To that end the borough’s emergency operations center has issued guidance on celebrating the holidays and is encouraging community members to avoid crowded indoor gatherings and limiting close contact with those outside of a household.

Petersburg Medical Center CEO Phil Hofstetter updated the assembly on efforts to limit virus spread.

“Right now if the worse case is I get some criticism on my recommendations I think I’m OK with that, especially as it creeps in within the state,” Hofstetter said. “Our staff are working countless hours. We’re trying to see patients safely during a pandemic. There’s nothing about this virus that is easy. We’re very fortunate to keep our cases low and we’re going to be pushing very hard to keep those low.”

The borough’s EOC has published a dashboard online that lists case and testing numbers and risk levels based on case counts for the community, hospital and schools. Incident commander Karl Hagerman told the assembly he hoped it would not be confusing.

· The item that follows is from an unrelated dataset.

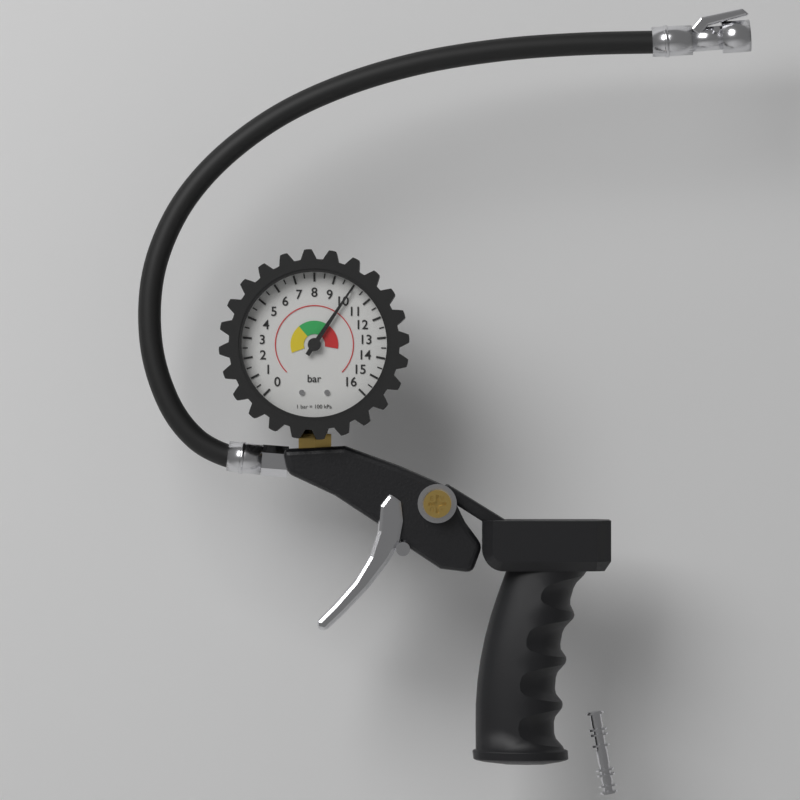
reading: 10.0 bar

“The purpose of the dashboard is to lay it all out there and show where the school and the hospital and the community are all at the same time and I’m hoping with that transparency that it will be clear what is going on as far as the disease situation in Petersburg,” Hagerman explained.

That dashboard is online and will be updated daily. Along with the dashboard is a risk communication plan with recommended health measures for low, medium and high risk. A level three or high risk situation could mean a stay at home recommendation, along with guidance for essential businesses to limit customers or schools to revert to online learning.

“You’ll see a number of risk indicators that go into determining what the current risk level is for Petersburg and the thresholds for each of those indicators going up or down depending on the status of that particular item,” Hagerman said.

There are similar plans in place for the medical center and schools. This dashboard includes the risk status for all three. And Hagerman has made clear that the community, schools or hospital could be at different risk levels depending on COVID cases and risk of spread in each of the three.

Assembly member Jeff Meucci asked to have the same colors noting the same risk levels at all three community fixtures. And assembly member Chelsea Tremblay appreciated the dashboard could be used by others in the community.

“This is a really great informative tool that anybody in charge of public spaces, public facing businesses that try to organize people around, I think this is a really useful guide for knowing when to exercise extra caution as opposed to the current standard form of caution given the state of the global pandemic that we’re in,” Tremblay said.

The plan is only guidance and the mitigation measures are not enacted automatically. Instead future mandates would require decisions by the assembly, manager or incident commander.

The borough currently has a mask mandate in place. Hagerman told the assembly that order, passed in November, seems to have increased use of face coverings in some settings and decreased it in others.

The assembly could vote on adopting this risk plan and dashboard at their next meeting this month but may delay that vote depending on their questions and public input.